Ellen Gallagher, Watery Ecstatic, 2021 © Ellen Gallagher

That same terrain conflates its topos with its materiality, making the modernist distinction between figuration and abstraction obsolete. Not only does the watercolor medium itself blend its own literal wateriness with the wateriness of its referent, Gallagher’s method of working her ground by staining, digging and cutting into it to excavate its thickness, serves to emphasize its sedimented aspect both literally and figuratively: the ground of the octopus watercolor, in particular, has a creased and undulating look to it — a wavering, materialized grid of organic, brain-like folds that generates a whole world of ideas and images.
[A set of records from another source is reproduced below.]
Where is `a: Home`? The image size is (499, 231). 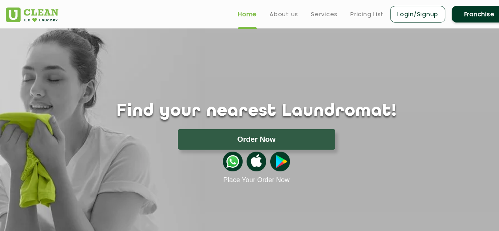
a: Home is located at coordinates (247, 14).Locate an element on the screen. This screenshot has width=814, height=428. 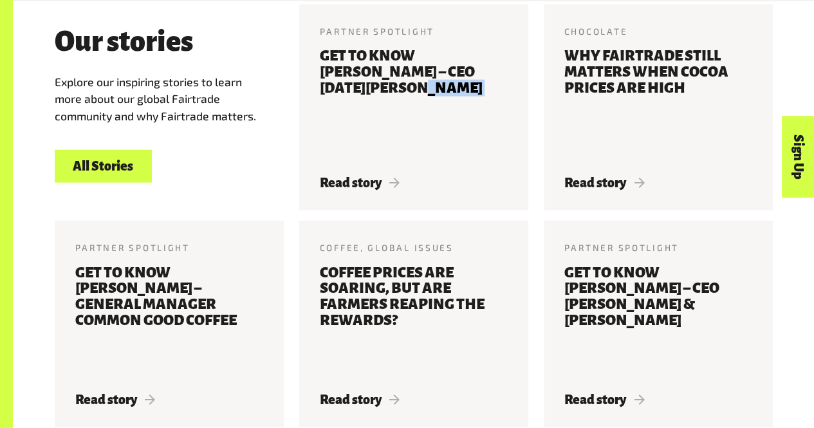
h3: Why Fairtrade still matters when cocoa prices are high is located at coordinates (659, 104).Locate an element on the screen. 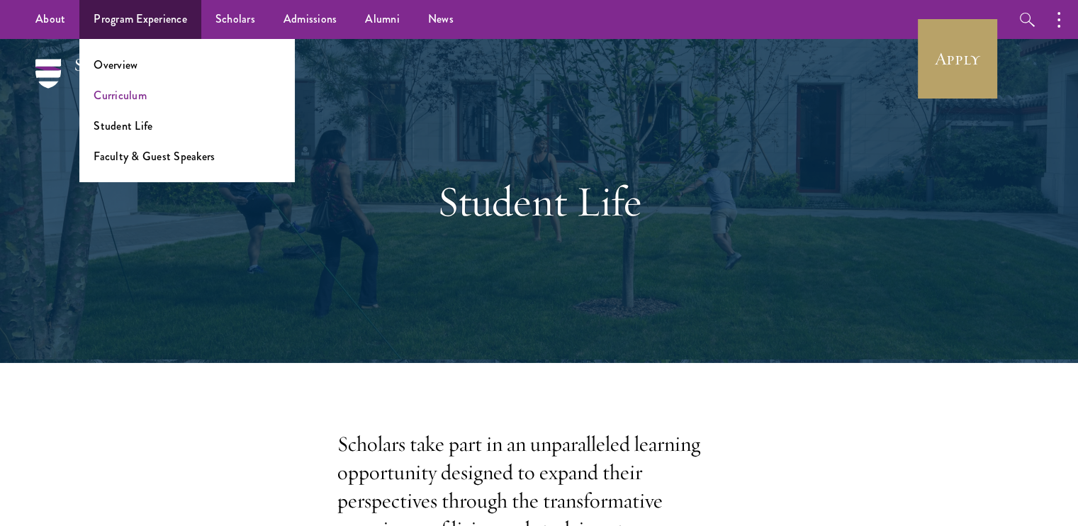 The image size is (1078, 526). a: Curriculum is located at coordinates (120, 95).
And then, the palette of these works — consisting of historical pigments with fabulous names such as Burgundy Ochre, Venetian Red, Gubbio Red, Bohemian Green Earth, Green Earth from Verona, Russian Earth, and Bluish Green Earth Cyprus — bears down on the doubled aspect of that ground, and on the global dissemination and temporal layering of its liquid/solid earthiness. In short, if Gallagher’s work thus lands on the colorist, binary-collapsing side of the old colore-disegno divide, it does so as an octopus might: by ‘accommo-dating the changes of the colour of the ground which it passe[s] over.’
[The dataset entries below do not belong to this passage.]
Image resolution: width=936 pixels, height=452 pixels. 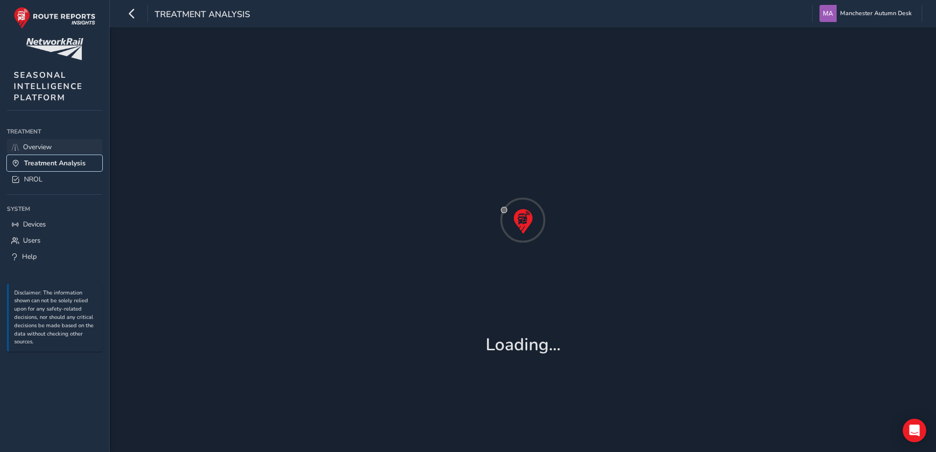 What do you see at coordinates (56, 318) in the screenshot?
I see `p: Disclaimer: The information shown can not be solely relied upon for any safety-related decisions,...` at bounding box center [56, 318]. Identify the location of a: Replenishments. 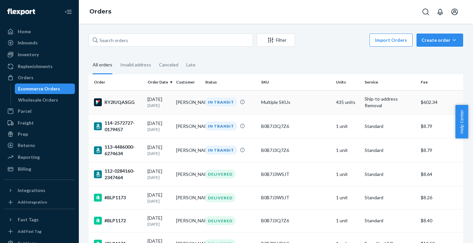
(39, 66).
Ellen Gallagher, Paradise Shift, 2020 © Ellen Gallagher

Having begun with the octopus, let me end with one large, free-standing painting painted in between the first and second Ecstatic Draught of Fishes: Paradise Shift. This painting returns us to the abstractionist idiom from which Gallagher’s Watery Ecstatic and related series emerged: with its flattened, earthen-colored textile effect, Paradise Shift resembles a fringed flying carpet, or an overhead map spattered with squirming protozoa and a dark shape that, having mutated from out of something like Malevich’s Black Square, might further mutate into anything.

In that newest painting, figure has gone back to ground, ‘chamaelion’-like, and that ground — here more dry land than underwater bed in its texture and palette — looks all set to birth yet other extra-terrestrial worlds. Paradise Shift serves to punctuate the deliberate interweaving of the figurative and the abstract that constitutes Gallagher’s work, pointing to the way that dialectic works within the specific unfolding of individual series as well as in the relationships among different series, and more generally, within the imaginative to and fro between image-invention and its material foundation.
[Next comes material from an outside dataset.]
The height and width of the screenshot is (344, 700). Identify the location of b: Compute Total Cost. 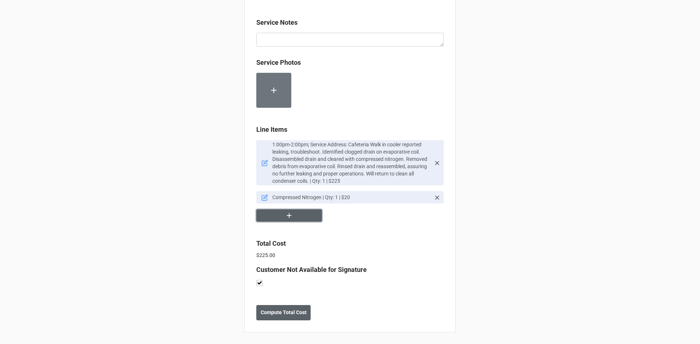
(284, 313).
The exhibition ‘Ellen Gallagher. Ecstatic Draught of Fishes’ is on view at Hauser & Wirth London from 21 May – 31 July 2021.

[1] Letter of May 18, 1832, from Rio de Janeiro, in Extracts from Letters addressed to Professor Henslow by C. Darwin, Esq. (Read at a Meeting of the Cambridge Philosophical Society, Dec. 1, 1835), privately printed, 1960, pg. 4.[2] Rachel Carson, The Edge of the Sea (1955), Boston & New York: Houghton Mifflin, A Mariner Book, 1998, pg. 231.[3] Peter Godfrey-Smith, Other Minds: The Octopus, the Sea, and the Deep Origins of Consciousness, New York: Farrar, Straus and Giroux, 2016. (The quote from Roland Dixon, above, is taken from the epigraph to Other Minds.)[5] On this exhibition, see Adriana Pedrosa, Historias Afro-Atlanticas, S.o Paolo: MASP, 2018.[6] For the literary equivalent of the liquid dynamics of Gallagher’s work, see Clarice Lispector, Agua Viva (1973), Stefan Tobler, trans., New York: New Directions, 2012.